My case was part of a broader crackdown on reporters and whistleblowers that had begun during the presidency of George W. Bush and continued far more aggressively under the Obama administration, which had already prosecuted more leak cases than all previous administrations combined. Obama officials seemed determined to use criminal leak investigations to limit reporting on national security. But the crackdown on leaks only applied to low-level dissenters; top officials caught up in leak investigations, like former CIA Director David Petraeus, were still treated with kid gloves.

More below the fold …

Initially, I had succeeded in the courts, surprising many legal experts. In the U.S. District Court for the Eastern District of Virginia, Brinkema had sided with me when the government repeatedly subpoenaed me to testify before a grand jury. She had ruled in my favor again by quashing a trial subpoena in the case of Jeffrey Sterling, a former CIA officer who the government accused of being a source for the story about the ill-fated CIA operation. In her rulings, Brinkema determined that there was a “reporter’s privilege” — at least a limited one — under the First Amendment that gave journalists the right to protect their sources, much as clients and patients can shield their private communications with lawyers and doctors.

But the Obama administration appealed her 2011 ruling quashing the trial subpoena, and in 2013, the 4th Circuit Court of Appeals, in a split decision, sided with the administration, ruling that there was no such thing as a reporter’s privilege. In 2014, the Supreme Court refused to hear my appeal, allowing the 4th Circuit ruling to stand. Now there was nothing legally stopping the Justice Department from forcing me to either reveal my sources or be jailed for contempt of court.

But even as I was losing in the courts, I was gaining ground in the court of public opinion.

Whistleblowers and how the Obama administration waged their war on journalists …
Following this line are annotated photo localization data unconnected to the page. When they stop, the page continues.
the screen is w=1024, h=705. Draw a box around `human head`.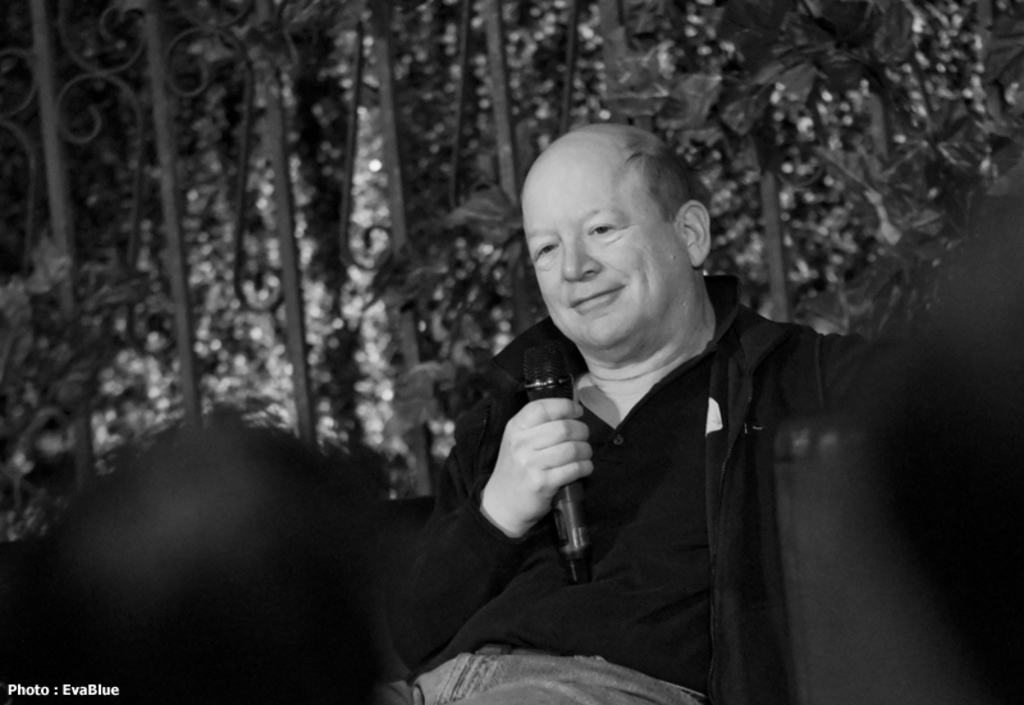
left=530, top=104, right=696, bottom=306.
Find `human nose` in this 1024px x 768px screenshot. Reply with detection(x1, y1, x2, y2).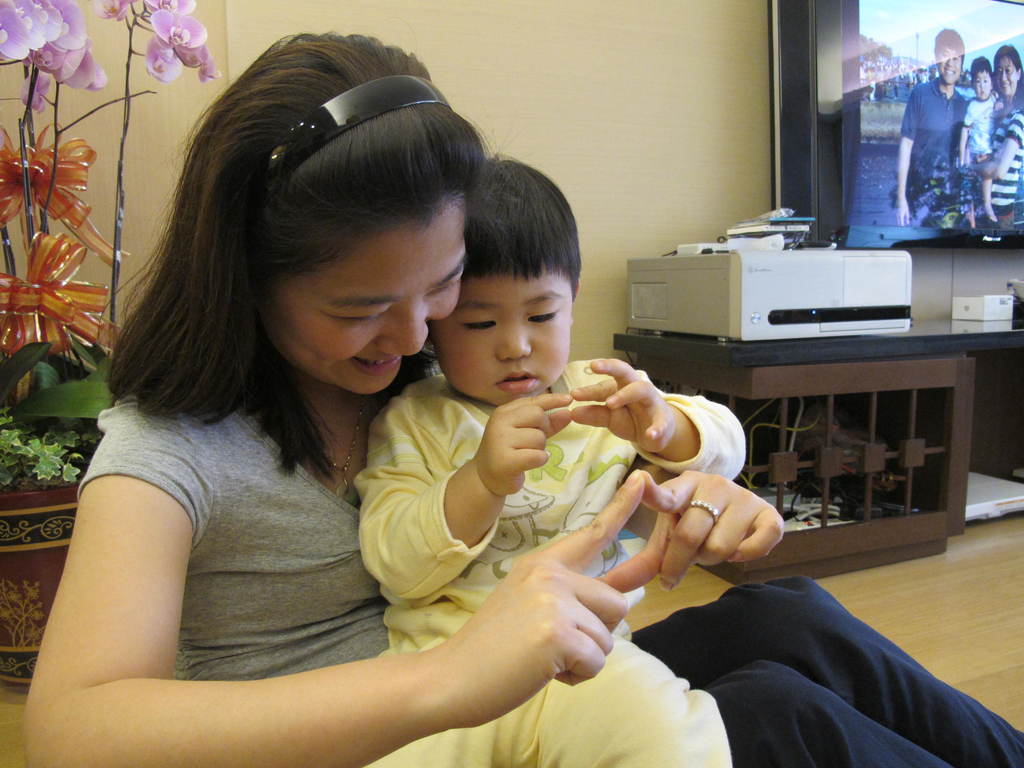
detection(494, 318, 531, 363).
2006: The Year of Scandal Front Page on Jan. 3, 2006
Scoops NSA Spying Program ¶ NYT Paper Itself Now Targeted by Oui @BooMan on Dec. 26, 2005
Bush Lets U.S. Spy on Callers Without Courts | NY Times – Dec. 16, 2005 by James Risen and Eric Lichtenblau

Time For Answers From the NY Times | BooMan Tribune – Jan. 15, 2006 |

An article in the current edition of The New York Observer resurrects many questions, some perhaps unintentionally, about the decision-making processes at The New York Times in recent years regarding just what is news and what is not. A clear pattern has emerged suggesting that the Times under the direction of publisher Arthur O. Sulzberger, has often seemed more concerned with advancing the agenda of the Bush administration than in fulfilling its legendary motto: “All the news that’s fit to print.” The long delay that preceded the publication of James Risen’s December 16th blockbuster detailing Bush-authorized surveillance on Americans by the NSA is but the latest example, and placed in the context of previous curious behavior, cries out for some answers.

In the Observer article, entitled “Risen Gave Times A Non-Disclosure On Wiretap Book,” by Gabriel Sherman, new details are revealed, others confirmed or expanded upon, that raise questions about why the Times waited for over a year, not “a year” as the original Times article suggested, to finally publish this huge story that could well implicate the president in impeachable offenses. The Times fudging of the timeline is significant, and it was almost certainly intentional. If the Times had the story “a year” ago, that would have been December, 2004 — after the presidential election. The Observer confirms that the Times had the story before the election, a decision that, intentional or not, insulated the White House from disclosures that might well have cost it the election:

   …In October 2004, Mr. Risen first presented editors with a story about the secret N.S.A. wiretapping program, the sources said.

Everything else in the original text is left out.